Friday, April 17, 2015

Will Israel Strike Iran Before Putin Delivers Missles?



Bad or Worse? - J.E. Dyer 

Russia's selling the S-300 air defense missile system to Iran is bad. The mobile S-300 could dramatically complicate the air space picture for strike planners, with the missile launchers moving around to evade reconnaissance.

Iran could also lose a launcher and quickly deploy another one to fill the gap. It has nothing approaching this capability today. 

The S-300's range and mobility will make an attacking force work much harder, and probably take more losses, to fight through to its targets. No defensive system makes an attack impossible, but the S-300 makes an attack cost more.
Defeating the S-300, in order to give a meaningful thump to the Iranian nuclear program, would not require a conventional ground invasion. But it would require considerably more tactical air forces than the U.S. has in a ready status today.
     

Israel will have to get creative. The S-300 poses a significant problem. Israel actually has more strike-fighters combat ready and available for an Iran attack today than the U.S. does.
     

But there's no option of flying into an S-300 network once it goes active. It must be degraded - blinded, immobilized to some level - before the first main-target attack aircraft shows up. 

The S-300 forces a decision on the Israelis about what their threshold is: at what point do they decide they can't do enough damage after the S-300 is deployed, and must strike before it's deployed.
The writer is a retired U.S. Naval Intelligence officer.
(Liberty Unyielding)


Is Any Deal Better than No Deal? - Michael Gerson

Why would the Obama administration claim victory in the middle of a sensitive negotiation, in a manner that prods the other side to harden its demands and encourages the unraveling of sanctions?
     

No one believes that Obama would use force against Iran. And this means there is no theoretical limit to the concessions that could be justified to avoid conflict. The argument of "concessions or war" is another way of saying that any deal is better than no deal. 
(Washington Post)


Legitimizing Iran's Anti-Semitism - Lee Smith

President Obama called American Jewish leaders to a meeting at the White House on Monday. "It was one of the tensest meetings I can ever remember," said one participant who has been invited to many White House sit-downs over the years. "Lots of people challenged him very strongly, like about taking the threats of dictators seriously when Khamenei says death to America, death to Israel, death to the Jews. The president said he knows what the regime is, which is why he is trying to take away their weapons. He didn't dismiss what the Iranians say, he just didn't really address it."
    

Who knows if the Iranians actually mean to make good on their threats against Israel? After all, say the experts, Iran is not irrational. Of course Iran is irrational. It is irrational in its very essence, for anti-Semitism is the form that unreason takes in modern political life. Disregarding the regime's anti-Semitism is to willfully ignore the nature of the regime. To strike a deal with such a regime is willfully perverse and doomed to failure.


## [PROBLEM REQUIREMENTS]
Go through the entries below, count every line with the string "Awareness", and answer with only that number.

+ + + + +

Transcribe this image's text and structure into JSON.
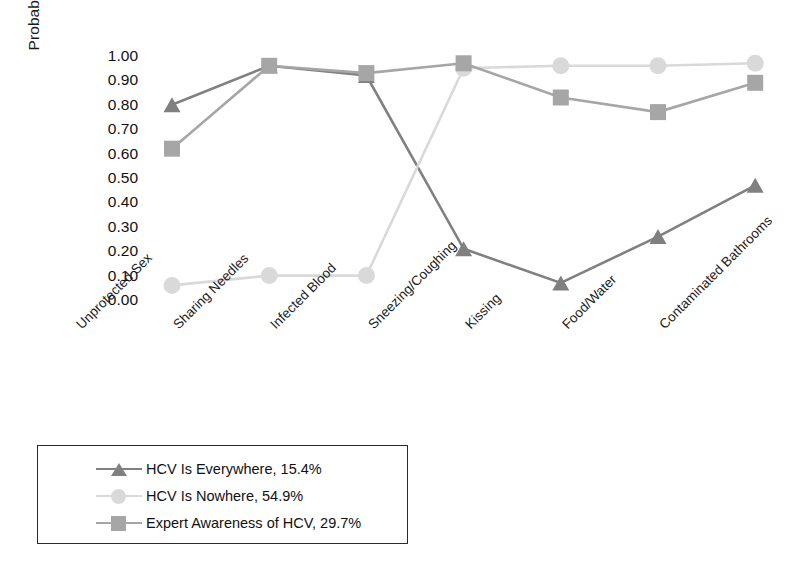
{
  "chart_data": {
    "type": "line",
    "title": "",
    "xlabel": "",
    "ylabel": "Probability of a Correct Response",
    "ylim": [
      0.0,
      1.0
    ],
    "ytick_labels": [
      "1.00",
      "0.90",
      "0.80",
      "0.70",
      "0.60",
      "0.50",
      "0.40",
      "0.30",
      "0.20",
      "0.10",
      "0.00"
    ],
    "ytick_values": [
      1.0,
      0.9,
      0.8,
      0.7,
      0.6,
      0.5,
      0.4,
      0.3,
      0.2,
      0.1,
      0.0
    ],
    "grid": false,
    "legend_position": "below-left",
    "categories": [
      "Unprotected Sex",
      "Sharing Needles",
      "Infected Blood",
      "Sneezing/Coughing",
      "Kissing",
      "Food/Water",
      "Contaminated Bathrooms"
    ],
    "series": [
      {
        "name": "HCV Is Everywhere, 15.4%",
        "marker": "triangle",
        "color": "#808080",
        "values": [
          0.8,
          0.96,
          0.92,
          0.21,
          0.07,
          0.26,
          0.47
        ]
      },
      {
        "name": "HCV Is Nowhere, 54.9%",
        "marker": "circle",
        "color": "#d9d9d9",
        "values": [
          0.06,
          0.1,
          0.1,
          0.95,
          0.96,
          0.96,
          0.97
        ]
      },
      {
        "name": "Expert Awareness of HCV, 29.7%",
        "marker": "square",
        "color": "#a6a6a6",
        "values": [
          0.62,
          0.96,
          0.93,
          0.97,
          0.83,
          0.77,
          0.89
        ]
      }
    ]
  },
  "legend": {
    "entries": [
      "HCV Is Everywhere, 15.4%",
      "HCV Is Nowhere, 54.9%",
      "Expert Awareness of HCV, 29.7%"
    ]
  }
}
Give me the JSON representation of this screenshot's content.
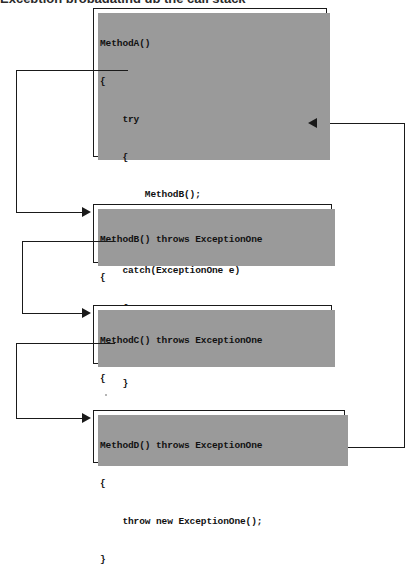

+ + + + +

## [EXPECTED OUTPUT]
2